Henry stretched as he turned on the coffee pot. As the smell of French roast permeated the stale office air, Henry looked out on the awakening streets of the Texas Medical Center. Already cars were backed up at the stoplights. Houston’s traffic was notorious. Henry relished the day when the construction in the Med Center would be complete.

Henry paced around his office. Rarely did he wake up agitated, and never was the source of the agitation a woman when he did. He ran his fingers through his dark curly hair and made an audible sigh of frustration as he grabbed a towel out of the closet. Maybe, he thought, a cold shower would set him straight.

For days afterwards, Henry avoided the room at the end of the hall. The girl with the lonely voice was not his patient, so in theory, this was not hard. Reality, though, was a whole other thing. Henry yearned to see the owner of the voice. Always focused, Henry found himself lost in thought on more than one occasion. Even the nurses were starting to whisper.

Finally, Henry could no longer allow a simple voice to occupy his ever-waking thoughts. As a rational man, a scientist, Henry determined that he had exaggerated the experience. Too much work and not enough sleep had culminated in an almost hallucinatory occurrence.

On a sunny morning in November, Henry fell into the rounds that included the Girl at the End of the Hall.

It was only as he stood looking at her, did Henry realize that if he had expectations of what the Girl at the End of the Hall would look like, it all vanished as he saw the beauty that was the reality. Henry sighed as he thought of the memory. He knew now, that Lydia was far from a traditional beauty. In fact, most men would probably consider her average. But on that crisp November morning, and every day since, Lydia has been the most beautiful woman that Henry had ever seen.

Lydia sat upright with her arms wrapped around her legs. Her auburn hair fell lightly upon her shoulders. She wore no makeup. This was common in the hospital, but unlike other women, the lack of makeup did not lessen Lydia’s beauty, but highlighted it. As Henry saw it, Lydia’s high cheekbones, jaunty nose, and naturally rosy lips made for an astonishing combination.

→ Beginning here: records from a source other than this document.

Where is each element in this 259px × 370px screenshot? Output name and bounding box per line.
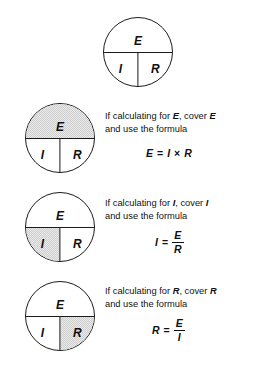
variable-r-2: R — [210, 286, 217, 296]
instruction-line-2: and use the formula — [105, 210, 208, 223]
text-prefix: If calculating for — [105, 198, 173, 208]
wheel-label-e: E — [25, 210, 95, 222]
ohms-law-wheel-figure: E I R E I R If calculating for E, cover … — [0, 0, 259, 370]
formula-i: I = E R — [155, 230, 184, 254]
instruction-line-1: If calculating for E, cover E — [105, 110, 216, 123]
wheel-disc — [25, 103, 95, 173]
fraction-denominator: I — [176, 331, 183, 343]
wheel-solve-for-r: E I R — [25, 281, 95, 351]
formula-operand-2: R — [184, 147, 192, 159]
formula-operand-1: I — [167, 147, 170, 159]
text-prefix: If calculating for — [105, 111, 173, 121]
formula-lhs: I — [155, 236, 158, 248]
text-prefix: If calculating for — [105, 286, 173, 296]
instruction-line-2: and use the formula — [105, 123, 216, 136]
wheel-label-r: R — [60, 238, 95, 250]
text-middle: , cover — [175, 198, 205, 208]
fraction-numerator: E — [172, 230, 183, 242]
instruction-text-r: If calculating for R, cover R and use th… — [105, 285, 217, 310]
fraction-numerator: E — [174, 318, 185, 330]
wheel-label-i: I — [103, 63, 138, 75]
instruction-line-1: If calculating for R, cover R — [105, 285, 217, 298]
variable-i-2: I — [206, 198, 209, 208]
wheel-label-i: I — [25, 238, 60, 250]
wheel-label-e: E — [25, 121, 95, 133]
wheel-solve-for-e: E I R — [25, 103, 95, 173]
wheel-label-e: E — [103, 35, 173, 47]
text-middle: , cover — [179, 286, 209, 296]
multiply-icon: × — [173, 147, 181, 159]
wheel-label-r: R — [60, 327, 95, 339]
wheel-disc — [25, 281, 95, 351]
wheel-label-i: I — [25, 149, 60, 161]
formula-lhs: E — [146, 147, 153, 159]
instruction-text-e: If calculating for E, cover E and use th… — [105, 110, 216, 135]
wheel-label-r: R — [60, 149, 95, 161]
formula-e: E = I × R — [146, 147, 192, 159]
wheel-label-i: I — [25, 327, 60, 339]
wheel-label-r: R — [138, 63, 173, 75]
instruction-text-i: If calculating for I, cover I and use th… — [105, 197, 208, 222]
fraction-denominator: R — [172, 243, 184, 255]
instruction-line-1: If calculating for I, cover I — [105, 197, 208, 210]
wheel-disc — [25, 192, 95, 262]
equals-sign: = — [156, 147, 164, 159]
formula-r: R = E I — [152, 318, 185, 342]
equals-sign: = — [163, 324, 171, 336]
fraction: E R — [172, 230, 184, 254]
equals-sign: = — [161, 236, 169, 248]
fraction: E I — [174, 318, 185, 342]
variable-e-2: E — [209, 111, 215, 121]
text-middle: , cover — [179, 111, 209, 121]
formula-lhs: R — [152, 324, 160, 336]
reference-wheel: E I R — [103, 17, 173, 87]
wheel-label-e: E — [25, 299, 95, 311]
wheel-solve-for-i: E I R — [25, 192, 95, 262]
instruction-line-2: and use the formula — [105, 298, 217, 311]
wheel-disc — [103, 17, 173, 87]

From her neck down, Lydia donned a crisp white cotton nightgown. It was the old-fashioned kind of nightwear with a big ruffle around the top and buttons all the way down. Henry knew at one glance that the garment was one of those deceptively simple outfits and that while it may have looked like Aunt Sally sewed it, that the nightgown probably cost the equivalent of a week’s wages from Neiman Marcus. The simplicity was simultaneously innocent and sexy. Henry yearned to slowly tug at the little ribbon at the neckline.

When Henry finally looked up, he caught Lydia’s eye. She had been watching him as he stared at her. Her emerald eyes sparked with satisfaction. She looked at him without a speck of self-consciousness or fear. Normally his gaze had the ability to unsettle some people. Never had someone else’s gaze disarmed him. The combination unnerved him. Inadvertently, Henry took a step back.

Henry shook his head. Never had he had sexual feeling towards a patient. Never. It was unethical. It went against everything he stood for. Disgusted with himself, he turned and walked out.